Updated on 2024-12-04 GMT+08:00

This chapter provides CCE best practices to walk you through the application containerization.

What Is a Container?

A container is a lightweight high-performance resource isolation mechanism implemented based on the Linux kernel. It is a built-in capability of the operating system (OS) kernel.

CCE is an enterprise-class container service based on open-source Kubernetes. It is a high-performance and high-reliability service through which enterprises can manage containerized applications. CCE supports native Kubernetes applications and tools, allowing you to easily set up a container runtime in the cloud.

Why Is a Container Preferred?

  • More efficient use of system resources

    A container does not require extra costs such as fees for hardware virtualization and those for running a complete OS. Therefore, a container has higher resource usage. Compared with a VM with the same configurations, a container can run more applications.

  • Faster startup

    A container directly runs on the host kernel and does not need to start a complete OS. Therefore, a container can be started within seconds or even milliseconds, greatly saving the development, testing, and deployment time.

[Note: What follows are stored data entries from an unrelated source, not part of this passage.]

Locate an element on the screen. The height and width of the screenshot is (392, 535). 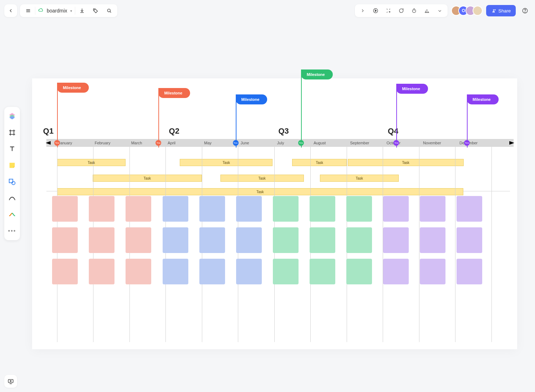
share-button: Share is located at coordinates (501, 11).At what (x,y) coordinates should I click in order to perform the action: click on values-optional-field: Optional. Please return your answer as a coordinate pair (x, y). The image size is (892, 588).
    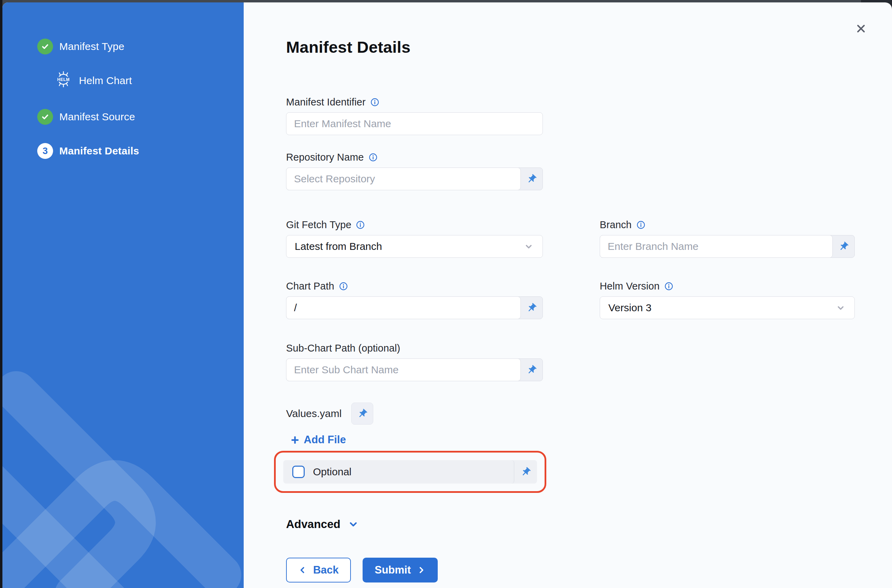
    Looking at the image, I should click on (410, 472).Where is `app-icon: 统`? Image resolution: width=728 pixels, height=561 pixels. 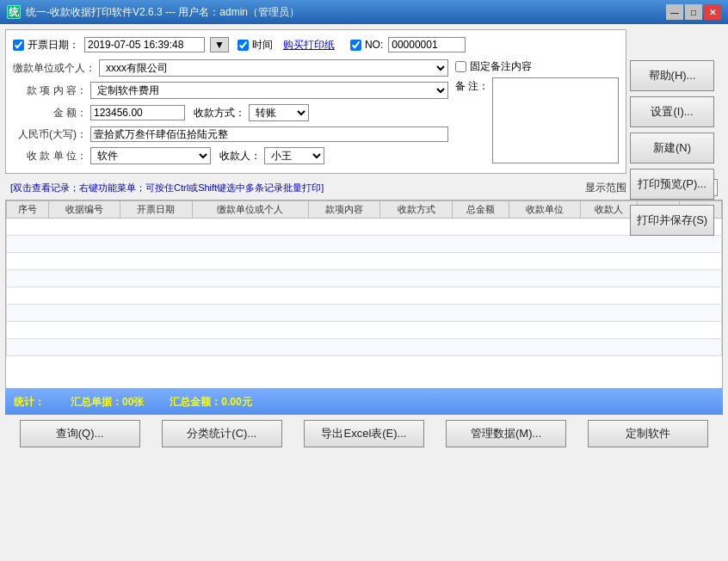 app-icon: 统 is located at coordinates (14, 12).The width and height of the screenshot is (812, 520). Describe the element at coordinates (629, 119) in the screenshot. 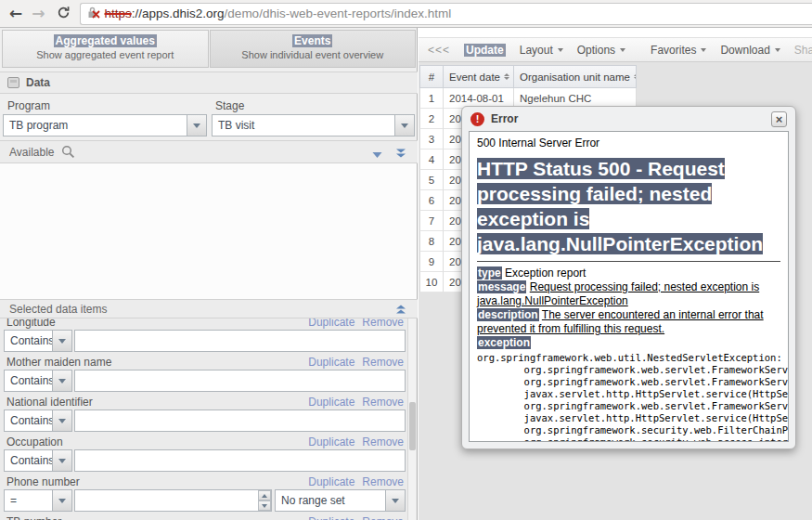

I see `dialog-titlebar: ! Error ×` at that location.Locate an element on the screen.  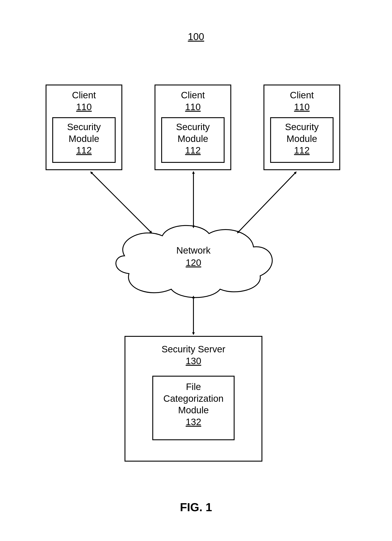
connector-client-right-network is located at coordinates (267, 203).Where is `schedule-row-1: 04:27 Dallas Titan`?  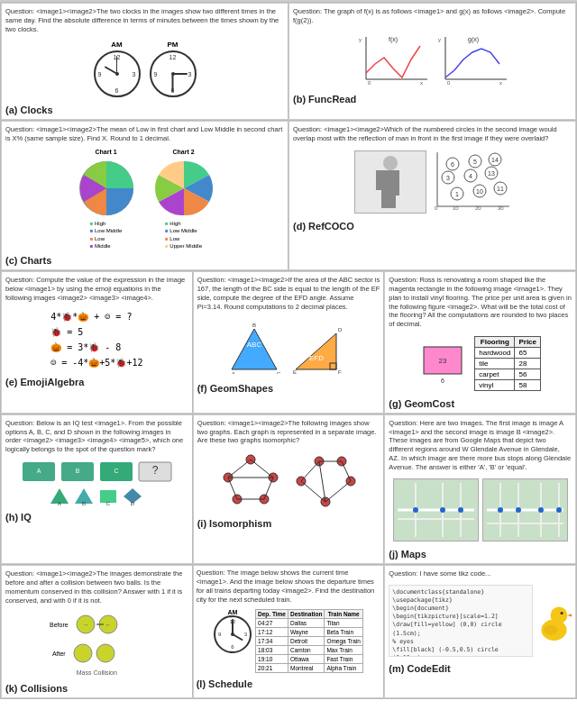 schedule-row-1: 04:27 Dallas Titan is located at coordinates (310, 623).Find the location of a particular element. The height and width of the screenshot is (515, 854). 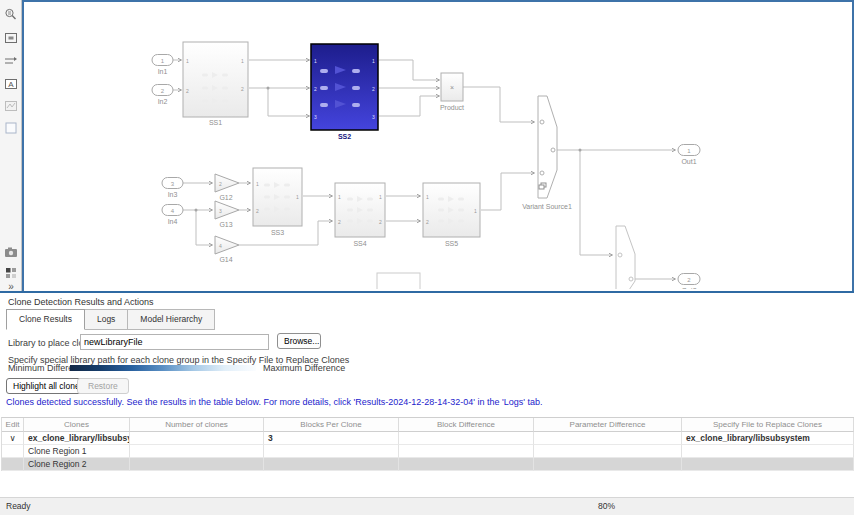

inport-label: In4 is located at coordinates (173, 222).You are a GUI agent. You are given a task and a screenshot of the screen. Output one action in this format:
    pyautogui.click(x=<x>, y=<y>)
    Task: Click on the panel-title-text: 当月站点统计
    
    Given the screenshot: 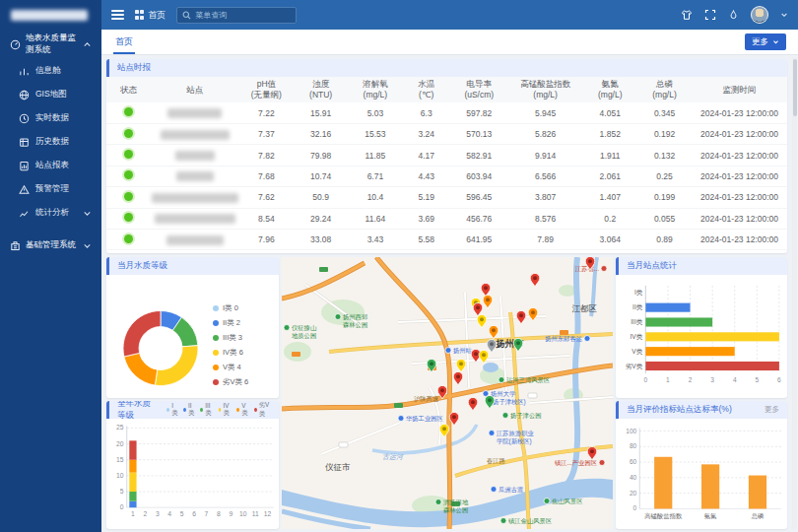 What is the action you would take?
    pyautogui.click(x=652, y=266)
     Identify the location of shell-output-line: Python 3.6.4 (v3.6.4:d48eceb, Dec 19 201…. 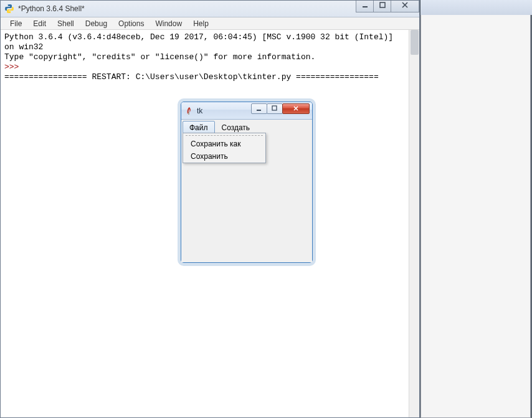
(210, 37).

  • Consistent runtime environment

    A container image provides a complete runtime environment to ensure environment consistency. In this case, problems (for example, some code runs properly on machine A but fails to run on machine B) will not occur.

  • Easier application migration, maintenance, and scaling

    A consistent runtime environment makes application migration easier. In addition, the in-use storage and image technologies facilitate the reuse of repeated applications and simplifies the expansion of images based on base images.

Containerization Modes

The following modes are available for containerizing applications:

  • Mode 1: Containerize a single application as a whole. Application code and architecture remain unchanged.
  • Mode 2: Separate the components that are frequently upgraded or have high requirements on auto scaling from an application, and then containerize these components.
  • Mode 3: Transform an application to microservices and then containerize the microservices one by one.

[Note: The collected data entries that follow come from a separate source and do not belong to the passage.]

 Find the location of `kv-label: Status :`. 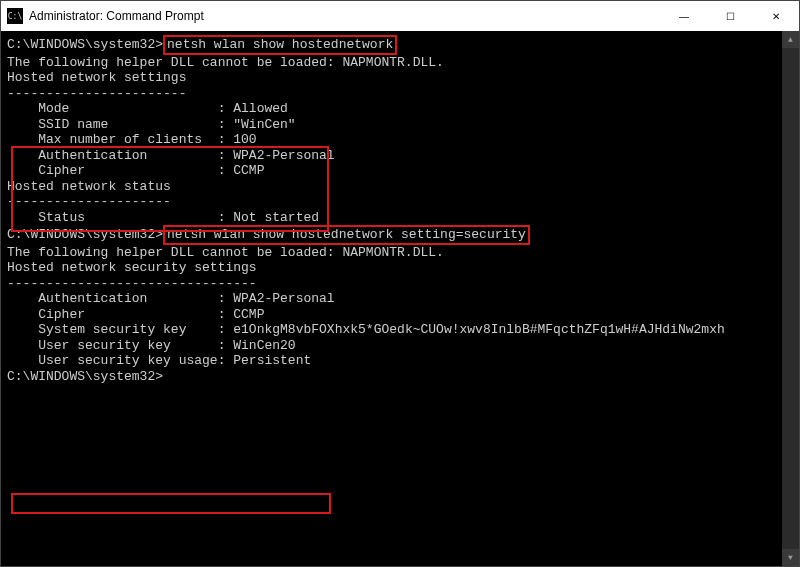

kv-label: Status : is located at coordinates (120, 218).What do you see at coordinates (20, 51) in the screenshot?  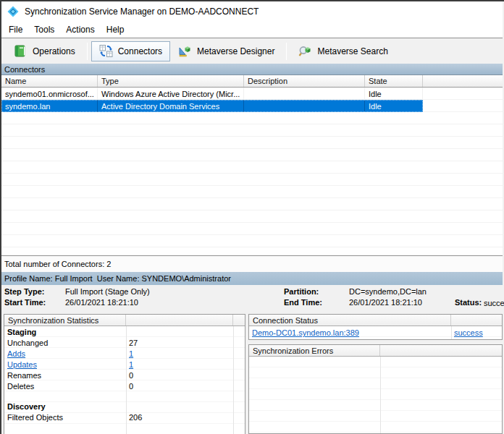 I see `operations-book-icon` at bounding box center [20, 51].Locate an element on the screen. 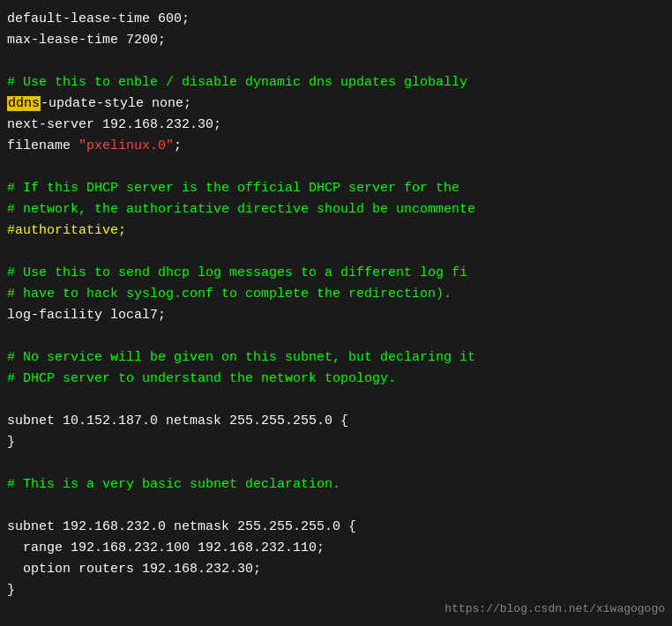 The width and height of the screenshot is (672, 626). code-line-25: subnet 192.168.232.0 netmask 255.255.255… is located at coordinates (336, 527).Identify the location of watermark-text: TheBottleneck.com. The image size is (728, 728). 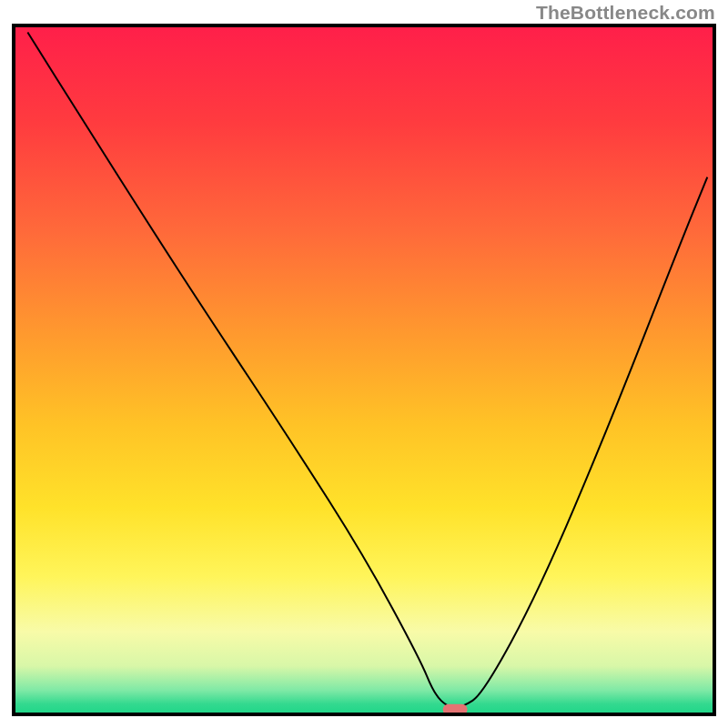
(626, 13).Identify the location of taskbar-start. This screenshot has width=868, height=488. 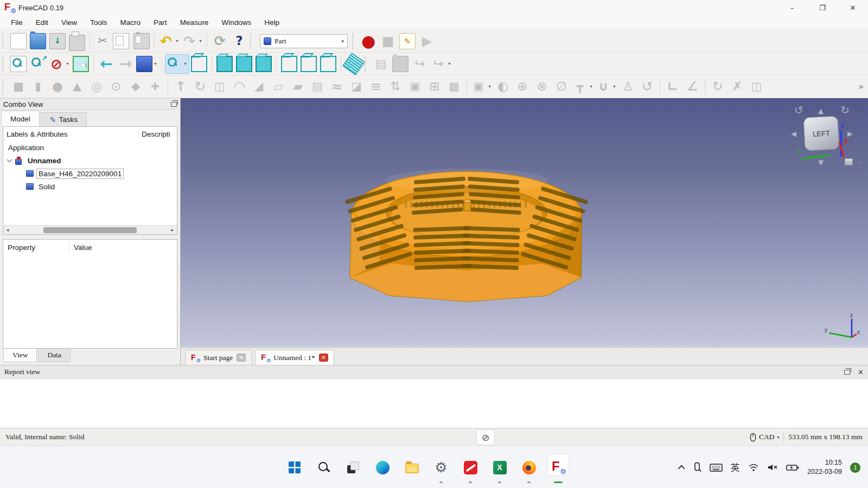
(295, 467).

Table 1 lists the advantages and disadvantages of the three modes.

Table 1 Containerization modes

Containerization Mode

Advantage

Disadvantage

Method 1:

Containerize a single application as a whole.

  • Zero modification on services: The application architecture and code require no change.
  • The deployment and upgrade efficiency is improved. Applications can be packed as container images to ensure application environment consistency and improve deployment efficiency.
  • Reduce resource costs: Containers use system resources more efficiently. Compared with a VM with the same configurations, a container can run more applications.
  • Difficult to expand the entire architecture of an application. As the code size increases, code update and maintenance would be complicated.
  • Difficult to launch new functions, languages, frameworks, and technologies.

Method 2:

Containerize first the application components that are frequently updated or have high requirements on auto scaling.

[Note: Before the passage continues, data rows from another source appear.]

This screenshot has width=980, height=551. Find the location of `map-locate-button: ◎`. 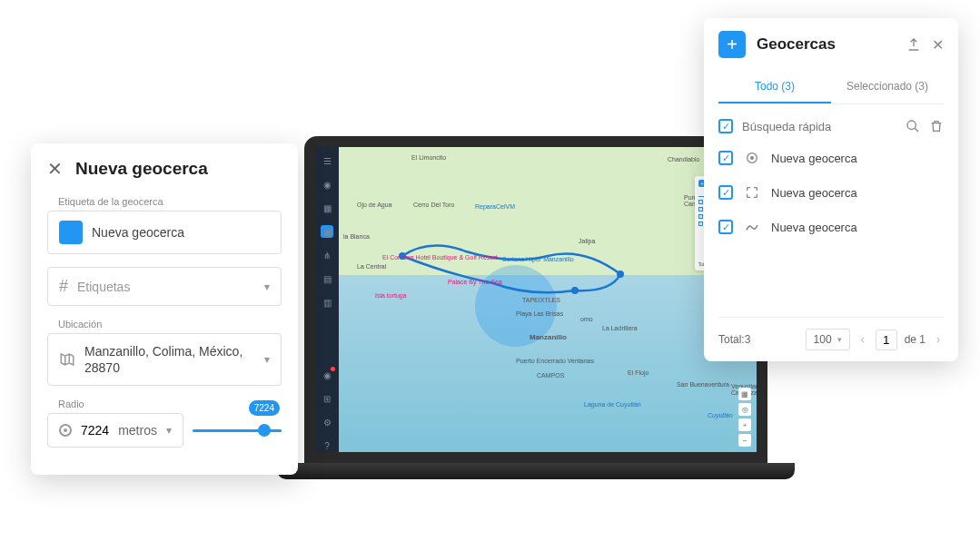

map-locate-button: ◎ is located at coordinates (745, 409).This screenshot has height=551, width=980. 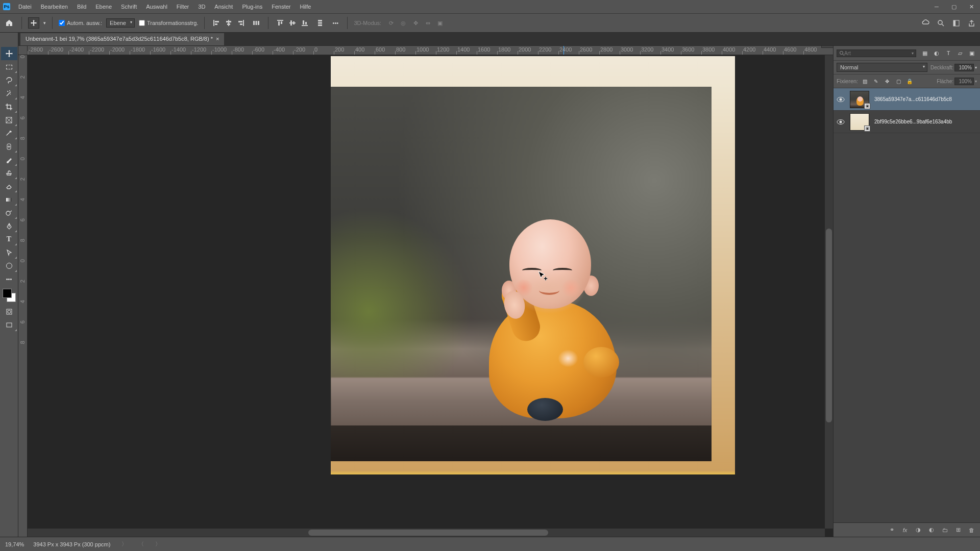 I want to click on edit-toolbar-tool: •••, so click(x=9, y=279).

  • Progressive transformation: Reconstructing the entire architecture involves a heavy workload. This mode containerizes only a part of components, which is easy to accept for customers.
  • Flexible scaling: Application components that have high requirements on auto scaling are containerized. When the application needs to be scaled, you only need to scale the containers, which is flexible and reduces the required system resources.
  • Faster rollout of new features: Application components that are frequently upgraded are containerized. In subsequent upgrades, only these containers need to be upgraded. This shortens the time to market (TTM) of new features.

Need to decouple some services.

Method 3:

Transform an application to microservices and then containerize the microservices one by one.

  • Independent scaling: After an application is split into microservices, you can independently increase or decrease the number of instances for each microservice.
  • Increased development speed: Microservices are decoupled from one another. Code development of a microservice does not affect other microservices.
  • Security assurance through isolation: For an overall application, if a security vulnerability exists, attackers can use this vulnerability to obtain the permission to all functions of the application. However, in a microservice architecture, if a service is attacked, attackers can only obtain the access permission to this service, but cannot intrude other services.
  • Breakdown isolation: If one microservice breaks down, other microservices can still run properly.

Need to transform the application to microservices, which involves a large number of changes.

Mode 1 is used as an example in this tutorial to illustrate how to containerize an enterprise resource planning (ERP) system.